The article started on page one and continued to the next two pages. It must have gone to press early in the morning. It was the biggest story that the Eden Bay Journal had printed in years. A controversy. A conspiracy. Or at least, that was what Rachael thought she had uncovered.
“This is crazy,” I said, more to myself than to Wells. I read right to the end and then let the newspaper fall out of my hands onto the table. The latte I had ordered when I’d walked in was growing cold and the froth on top stale. “We definitely got the right guy,” I said in a squeaky voice. I wanted to sound more confident, but I’ll admit I was shaken. This was the last thing I had expected to wake up to. They were saying that Claire and I had gotten the wrong guy a year earlier in the original “Surfboard Killer Case” and that the real culprit was still on the loose.
Wells was red-faced.
He didn’t say anything.
Then suddenly I got it. Why he had really been stalking me that morning and why he’d wanted to meet me.

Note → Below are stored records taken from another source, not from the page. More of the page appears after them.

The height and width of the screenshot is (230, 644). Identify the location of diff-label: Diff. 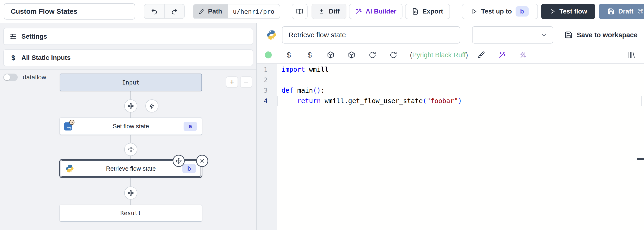
(334, 12).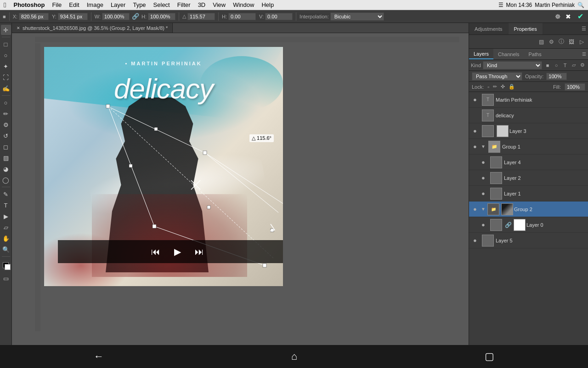 The image size is (588, 368). What do you see at coordinates (528, 100) in the screenshot?
I see `layer-row-martin: ● T Martin Perhiniak` at bounding box center [528, 100].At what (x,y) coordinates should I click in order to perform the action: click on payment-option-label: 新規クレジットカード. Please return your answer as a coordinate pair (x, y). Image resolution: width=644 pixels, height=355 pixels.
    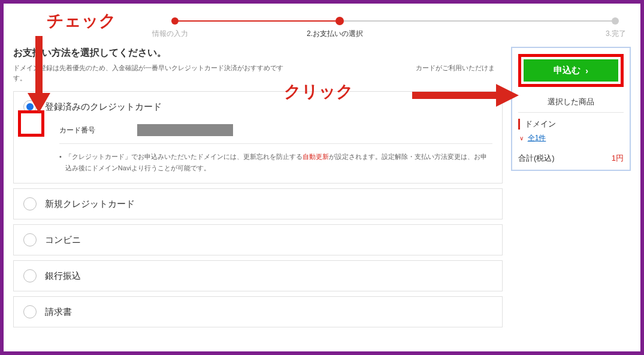
    Looking at the image, I should click on (90, 204).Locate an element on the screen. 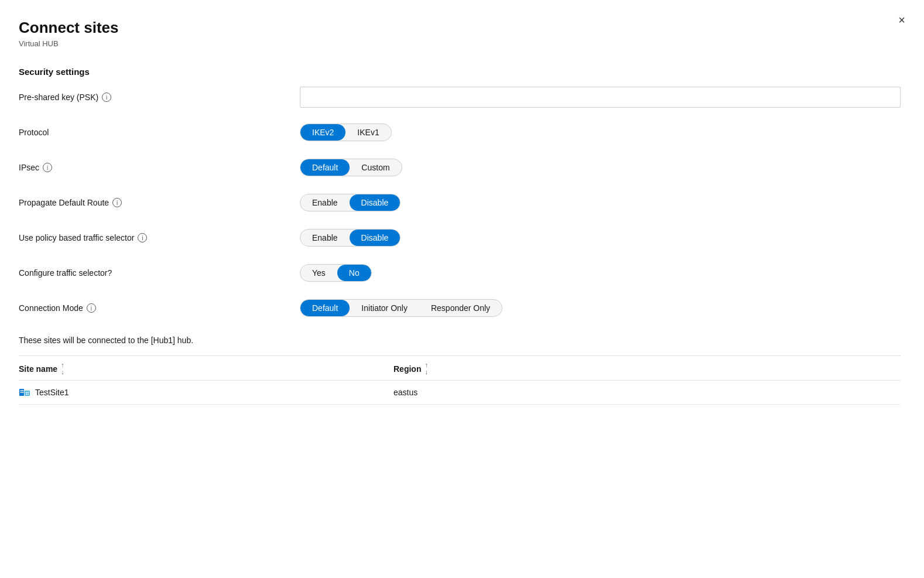  connection-mode-option-default: Default is located at coordinates (325, 308).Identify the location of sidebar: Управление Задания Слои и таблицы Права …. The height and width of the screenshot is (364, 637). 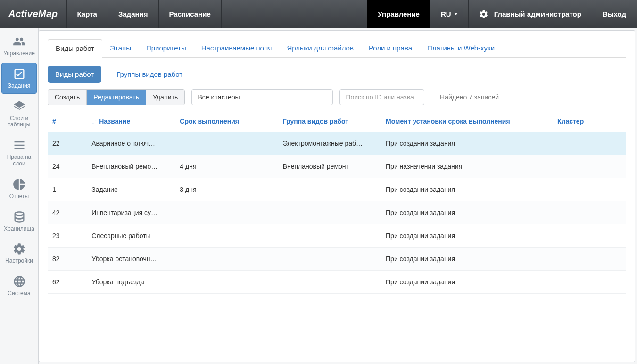
(19, 196).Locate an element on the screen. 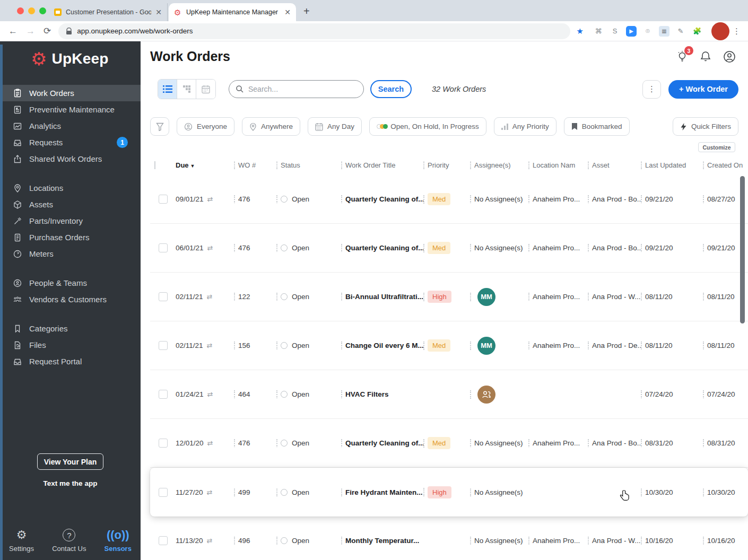 This screenshot has height=560, width=748. priority-filter-button: Any Priority is located at coordinates (525, 126).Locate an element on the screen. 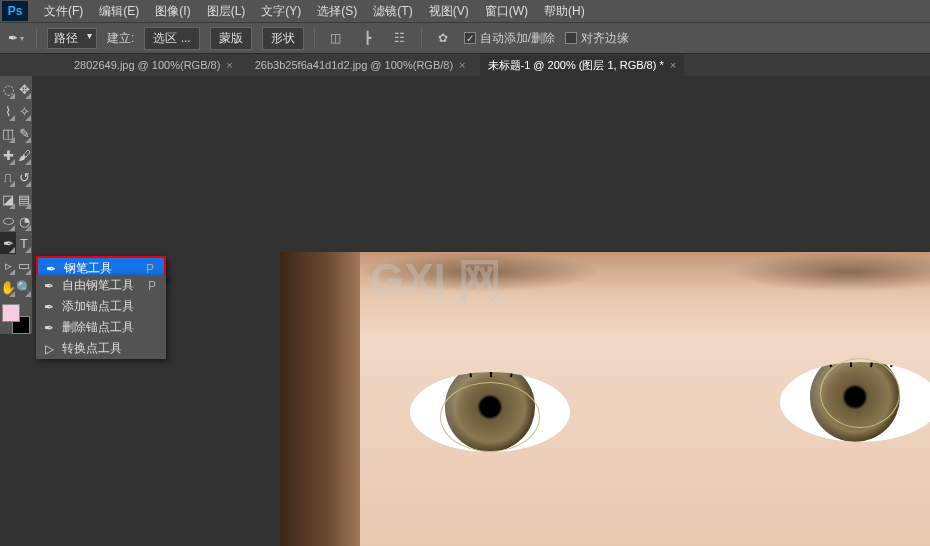 This screenshot has width=930, height=546. flyout-label: 自由钢笔工具 is located at coordinates (98, 286).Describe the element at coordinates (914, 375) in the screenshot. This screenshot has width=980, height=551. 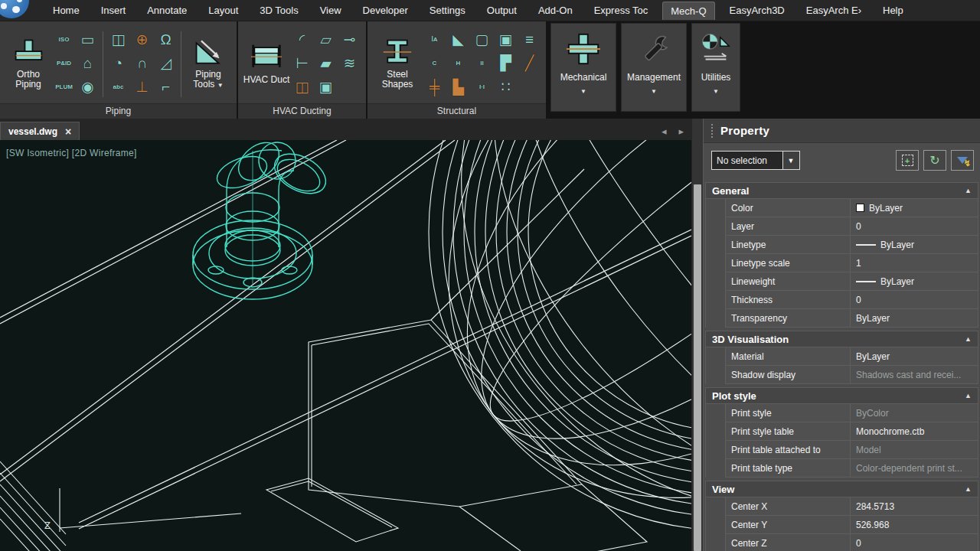
I see `property-value: Shadows cast and recei...` at that location.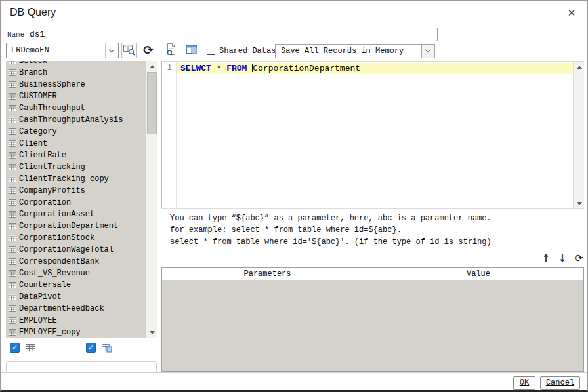  What do you see at coordinates (76, 203) in the screenshot?
I see `table-list-item: Corporation` at bounding box center [76, 203].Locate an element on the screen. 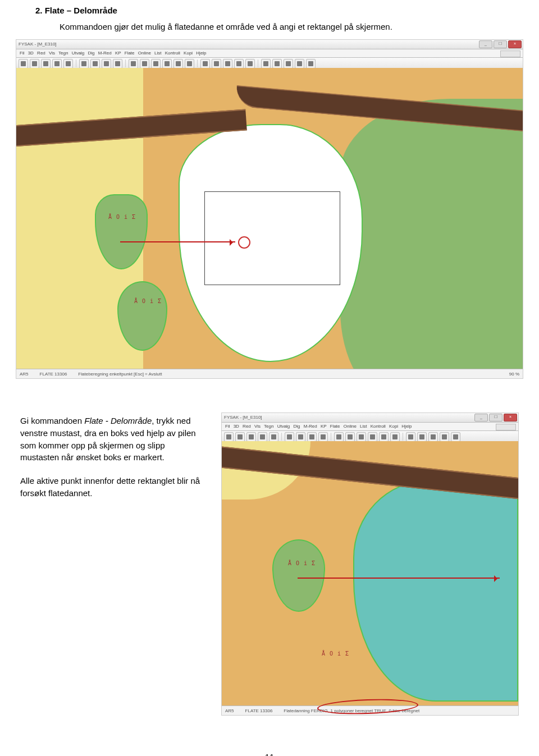 The width and height of the screenshot is (539, 756). para-2: Alle aktive punkt innenfor dette rektang… is located at coordinates (113, 487).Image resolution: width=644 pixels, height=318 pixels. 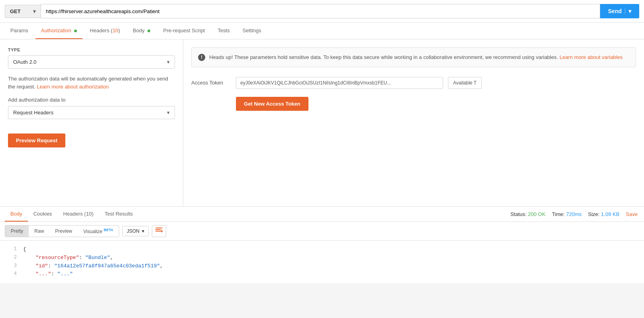 What do you see at coordinates (414, 57) in the screenshot?
I see `warning-box: ! Heads up! These parameters hold sensit…` at bounding box center [414, 57].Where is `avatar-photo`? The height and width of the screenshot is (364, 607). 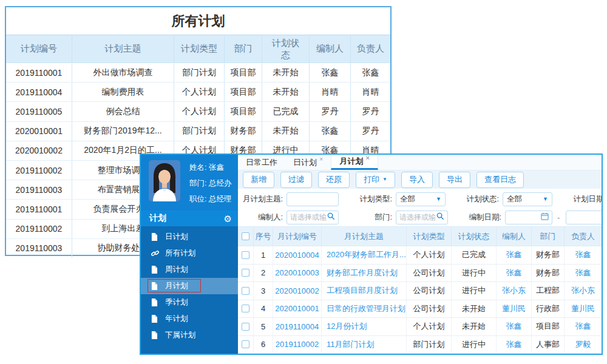 avatar-photo is located at coordinates (164, 181).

And why he was wearing that ridiculous disguise. “This looks way worse for you than it does for me,” I said. And I realized that I had all the power. The paper may have been focusing on Claire and I—that made a really good story—but in reality, in the real world, it would be Wells’s butt on the line if he had put the wrong person in jail and the real killer was still out there.
He was still silent, but he was lacing his fingers together and staring down at his hands.